Though the most daring of their collaborations, 'Night Song' is also the most accessible and inspirational. But how does Nusrat the traditionalist maintain his integrity when recording with everyone from Bally Sagoo (Asian-American hip hop) to Pearl Jam's Eddie Vedder (as they did on the 'Dead Man Walking' soundtrack) to Massive Attack and, it's been proposed, Bjork? "We can't map our ideas of the sacred and profane on the way he thinks about it," Brook recently said. "The way he thinks about it, he's not exactly spreading the word but spreading the sacred music."

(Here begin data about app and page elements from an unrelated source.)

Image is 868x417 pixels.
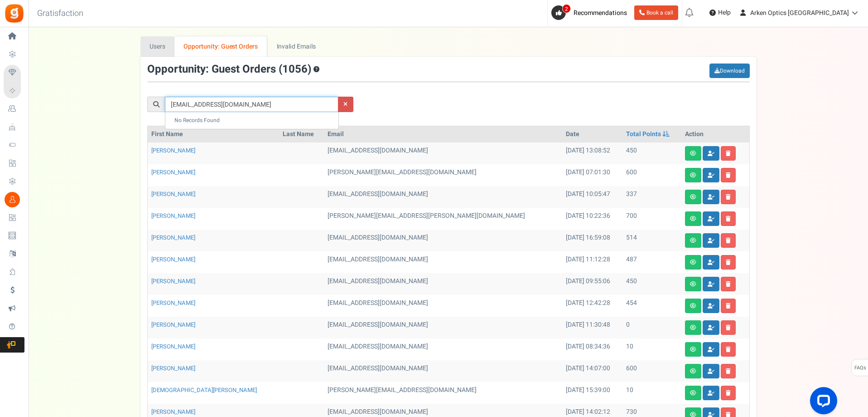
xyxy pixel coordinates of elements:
td: [DATE] 11:30:48 [562,317,622,338]
a: Convert guests to users [703,146,720,160]
a: Convert guests to users [703,342,720,356]
span: Arken Optics [GEOGRAPHIC_DATA] [750,8,848,18]
a: [PERSON_NAME] [151,320,195,328]
a: 2 Recommendations [552,5,630,20]
a: Convert guests to users [703,167,720,183]
td: [PERSON_NAME][EMAIL_ADDRESS][DOMAIN_NAME] [324,164,562,186]
span: Help [715,8,730,17]
a: Convert guests to users [703,386,720,400]
span: FAQs [854,359,866,377]
a: [PERSON_NAME] [151,167,195,176]
input: Search by email or name [164,97,339,112]
td: [DATE] 12:42:28 [562,294,622,317]
span: 2 [562,4,570,13]
a: [PERSON_NAME] [151,146,195,155]
a: Convert guests to users [703,298,720,313]
th: Last Name [279,126,324,142]
td: [PERSON_NAME][EMAIL_ADDRESS][DOMAIN_NAME] [324,382,562,404]
td: [EMAIL_ADDRESS][DOMAIN_NAME] [324,142,562,164]
a: Delete user [721,277,736,291]
a: Delete user [721,146,736,160]
a: Delete user [721,190,736,204]
a: [PERSON_NAME] [151,363,195,372]
a: Convert guests to users [703,277,720,291]
a: Opportunity: Guest Orders [174,37,266,56]
td: [DATE] 10:22:36 [562,208,622,229]
th: First Name [147,126,279,142]
a: Delete user [721,211,736,226]
a: Users [140,37,175,56]
a: [PERSON_NAME] [151,407,195,416]
span: Recommendations [573,8,627,18]
a: Convert guests to users [703,190,720,204]
td: [DATE] 16:59:08 [562,229,622,251]
a: [PERSON_NAME] [151,277,195,285]
td: 454 [622,294,681,317]
td: [EMAIL_ADDRESS][DOMAIN_NAME] [324,251,562,273]
a: Convert guests to users [703,255,720,269]
td: 600 [622,164,681,186]
a: Convert guests to users [703,320,720,335]
td: [DATE] 14:07:00 [562,360,622,382]
td: 337 [622,186,681,208]
li: No Records Found [170,115,333,126]
h3: Opportunity: Guest Orders ( ) [147,64,319,75]
td: 514 [622,229,681,251]
td: [DATE] 13:08:52 [562,142,622,164]
th: Date [562,126,622,142]
a: [PERSON_NAME] [151,342,195,351]
a: Invalid Emails [267,37,324,56]
td: [DATE] 10:05:47 [562,186,622,208]
td: 10 [622,382,681,404]
td: 700 [622,208,681,229]
a: [PERSON_NAME] [151,211,195,220]
td: 10 [622,338,681,360]
th: Email [324,126,562,142]
td: [DATE] 15:39:00 [562,382,622,404]
a: [PERSON_NAME] [151,233,195,242]
td: 0 [622,317,681,338]
a: Delete user [721,255,736,269]
a: Total Points [626,130,670,139]
a: Convert guests to users [703,211,720,226]
td: [DATE] 08:34:36 [562,338,622,360]
td: 487 [622,251,681,273]
a: Delete user [721,233,736,248]
a: Book a call [634,5,678,20]
span: Customers who have shopped as a Guest (without creating an account) in your store. This is an opp... [314,66,319,72]
a: Delete user [721,320,736,335]
img: Gratisfaction [4,4,24,23]
a: Delete user [721,167,736,183]
td: [EMAIL_ADDRESS][DOMAIN_NAME] [324,338,562,360]
td: [EMAIL_ADDRESS][DOMAIN_NAME] [324,186,562,208]
a: Delete user [721,298,736,313]
td: 450 [622,273,681,294]
td: [EMAIL_ADDRESS][DOMAIN_NAME] [324,294,562,317]
td: [DATE] 09:55:06 [562,273,622,294]
td: [EMAIL_ADDRESS][DOMAIN_NAME] [324,317,562,338]
a: [DEMOGRAPHIC_DATA][PERSON_NAME] [151,386,257,394]
td: [EMAIL_ADDRESS][DOMAIN_NAME] [324,273,562,294]
a: Convert guests to users [703,363,720,379]
a: Convert guests to users [703,233,720,248]
td: 600 [622,360,681,382]
a: Delete user [721,386,736,400]
td: 450 [622,142,681,164]
a: Download [709,64,749,78]
td: [EMAIL_ADDRESS][DOMAIN_NAME] [324,360,562,382]
a: Help [705,5,734,20]
td: [DATE] 07:01:30 [562,164,622,186]
td: [DATE] 11:12:28 [562,251,622,273]
h3: Gratisfaction [27,4,93,22]
a: [PERSON_NAME] [151,190,195,198]
a: [PERSON_NAME] [151,255,195,263]
a: Delete user [721,342,736,356]
a: Delete user [721,363,736,379]
td: [PERSON_NAME][EMAIL_ADDRESS][PERSON_NAME][DOMAIN_NAME] [324,208,562,229]
td: [EMAIL_ADDRESS][DOMAIN_NAME] [324,229,562,251]
span: 1056 [282,61,308,77]
a: Reset [338,97,353,112]
a: [PERSON_NAME] [151,298,195,307]
th: Action [681,126,748,142]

Brook describes Nusrat as "pedal to the metal", meaning that his voice can rise to levels Western ears find incredible. For this album, one filled with wobbling bass, infinite guitar and slow dub grooves, Brook created more space in the tracks and asked Nusrat to scale down his intensity so to highlight his pitch and timing. "It was very much choreographing what he does," he says. "The way he toys with or flexes the rhythm. A great deal of his expressivity is in that. He'd do this incredibly fast scat singing thing which wasn't just an exercise in technique. The passion was there." And from past experience, where short songs are anathema to the great Qawwal, Brook knew that the best way to capture this passion was to record lengthy takes and edit them down. The result is nothing short of stunning.